(November 5, 2017 at 3:50 am)Odoital77 Wrote: If there is no God, then there is no moral accountability for our actions. The actions of every person feeding the homeless or caring for an orphaned child would ultimately end up the same as those of the child molester and murderer. Nothing is truly punished, nothing rewarded, and nothing redeemed in the absence of God. So no, not a stretch at all. As far as your other comment regarding “super ultra mega ultimate meaning”, all I can say is that all of the meaning that can be had is only had via the existence of God.
Let me tell you a story.
Humans are a social species.
Many other social species exist on this planet and they all possess some sort of intuition towards the caring of their own social group.

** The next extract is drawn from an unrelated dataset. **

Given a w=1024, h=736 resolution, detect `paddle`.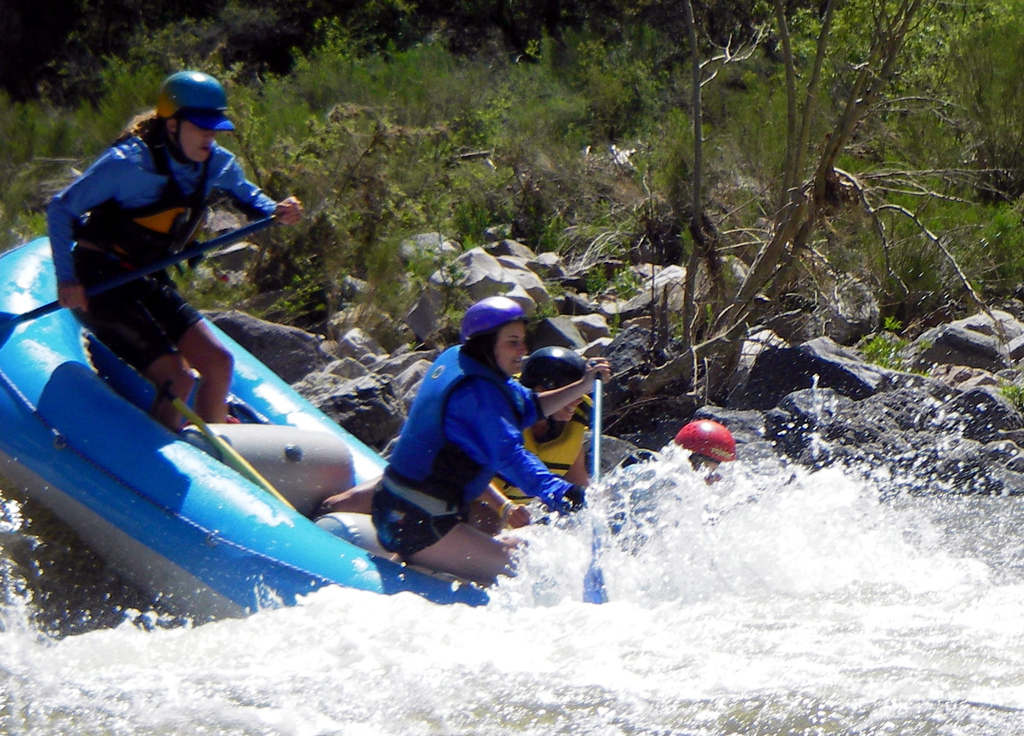
x1=79 y1=312 x2=293 y2=514.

Over the ages, such intuition has been selected for, as the non-social individuals failed to breed while the friendlier ones successfully did so. With this, you obtain a population that is mostly comprised of individuals who have what we call empathy for their social buddies.
Humans have, for the most part, that empathy for each other. Some of us can even extend it beyond our social group to the whole world's population, to some extent.
If your actions are not those of an empathic human being, your social group will classify you as dangerous.... we usually describe such people as sociopathic or psychopathic.
You would immediately find that your "ultimate meaning" lies not in some otherworldly entity, but in your fellow humans and the group that they wish to keep healthy, cohesive, and peaceful.
With the growth of human groups, the development of cities and the belonging to groups that encompass strangers, the empathy towards these strangers seems, from a rational (but not by much) point of view, misplaced.
The concept of god has hence been hijacked to provide people with the sense that all individuals in that extended group deserve your empathy. And that is the thing you're employing, now.
I seriously doubt that, were you to one day find yourself disbelieving in the existence of any god, you'd turn sociopath.
You are merely rationalizing being empathic towards others within the framework of the extended group.
In itself, this rationalization is not a bad thing. I think some people would really be sociopaths, if not for their perception that an omniscient being is keeping them in check. But most would not. Most people would go on with their lives being as "good" as they were before, because what counts is that warm fuzzy feeling of helping others - empathy.